The Maine People’s Alliance is proposing a 12.4 percent tax on anyone who makes more than $118,000. They believe Maine taxpayers should foot the bill for universal child and elder care as well as family leave compensation.

The major problem is that those targeted by the these “tax-the-rich” proposals have a choice. They can leave. In fact, Maine’s high taxes have been driving people away for many years. A former Maine governor now lives in Florida. A former candidate for governor lives in Texas. Both states have no income tax.

I believe this latest proposal, if passed, will create a bottleneck at the Kittery tolls as people quietly leave the lunacy behind. There are 16,000 tax filers in Maine whose incomes exceed $200,000, but 11,000 of those are family businesses – employers who rely on their annual income to invest back into their businesses, hire new people, make charitable contributions and save for the rainy day that visits everyone who ever took a chance on starting a business in Maine.

What the MPA and their allies in the Legislature will never understand is that once people leave for tax purposes, they won’t come back. Instead of Maine collecting some taxes, the state will lose 100 percent of that taxable income to other states.

Legislators are being asked to repeal the current 3 percent tax surcharge and find a fairer way to increase teacher salaries and benefits. With this latest assault on the wallets of Maine people, the urgency to forge a sensible and affordable tax policy in Maine is long overdue. It’s time for us all to ask our state legislators to repeal the 3 percent tax, to form a blue ribbon commission to tackle the question of sustainable taxation and to make it far more difficult to get a referendum question on the ballot.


* _What to do_
Print the entire listing below word for word, excluding its pictures.

****************

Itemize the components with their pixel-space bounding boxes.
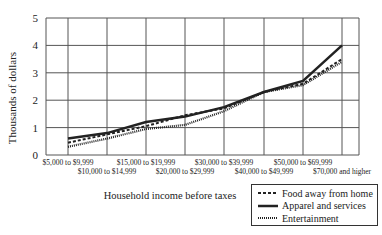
legend: Food away from home Apparel and services… [251,184,378,226]
legend-label: Entertainment [282,213,339,224]
y-tick-label: 0 [33,149,39,161]
legend-item-entertainment: Entertainment [258,212,377,225]
x-tick-label: $70,000 and higher [313,167,372,176]
legend-item-apparel: Apparel and services [258,200,377,213]
y-tick-label: 3 [33,67,39,79]
y-tick-label: 1 [33,122,39,134]
solid-line-icon [258,203,278,209]
y-tick-label: 5 [33,12,39,24]
x-tick-label: $20,000 to $29,999 [156,167,215,176]
x-tick-label: $10,000 to $14,999 [78,167,137,176]
dashed-line-icon [258,190,278,196]
legend-item-food: Food away from home [258,187,377,200]
y-tick-label: 4 [33,39,39,51]
x-tick-label: $30,000 to $39,999 [195,158,254,167]
dotted-line-icon [258,215,278,221]
series-line [68,45,342,138]
legend-label: Apparel and services [282,200,366,211]
series-line [68,59,342,143]
x-tick-label: $15,000 to $19,999 [117,158,176,167]
x-tick-label: $50,000 to $69,999 [274,158,333,167]
x-tick-label: $5,000 to $9,999 [43,158,94,167]
legend-label: Food away from home [282,188,373,199]
y-axis-label: Thousands of dollars [2,88,22,108]
x-tick-label: $40,000 to $49,999 [235,167,294,176]
y-tick-label: 2 [33,94,39,106]
y-axis-label-text: Thousands of dollars [6,52,18,144]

****************

* _Solved problem_
Itemize the components with their pixel-space bounding boxes.
legend: Food away from home Apparel and services… [251,184,378,226]
legend-label: Entertainment [282,213,339,224]
y-tick-label: 0 [33,149,39,161]
legend-item-entertainment: Entertainment [258,212,377,225]
x-tick-label: $70,000 and higher [313,167,372,176]
legend-item-apparel: Apparel and services [258,200,377,213]
y-tick-label: 3 [33,67,39,79]
y-tick-label: 1 [33,122,39,134]
solid-line-icon [258,203,278,209]
y-tick-label: 5 [33,12,39,24]
x-tick-label: $20,000 to $29,999 [156,167,215,176]
x-tick-label: $10,000 to $14,999 [78,167,137,176]
dashed-line-icon [258,190,278,196]
legend-item-food: Food away from home [258,187,377,200]
y-tick-label: 4 [33,39,39,51]
x-tick-label: $30,000 to $39,999 [195,158,254,167]
dotted-line-icon [258,215,278,221]
series-line [68,45,342,138]
legend-label: Apparel and services [282,200,366,211]
series-line [68,59,342,143]
x-tick-label: $15,000 to $19,999 [117,158,176,167]
x-tick-label: $50,000 to $69,999 [274,158,333,167]
x-tick-label: $5,000 to $9,999 [43,158,94,167]
legend-label: Food away from home [282,188,373,199]
y-axis-label: Thousands of dollars [2,88,22,108]
x-tick-label: $40,000 to $49,999 [235,167,294,176]
y-tick-label: 2 [33,94,39,106]
y-axis-label-text: Thousands of dollars [6,52,18,144]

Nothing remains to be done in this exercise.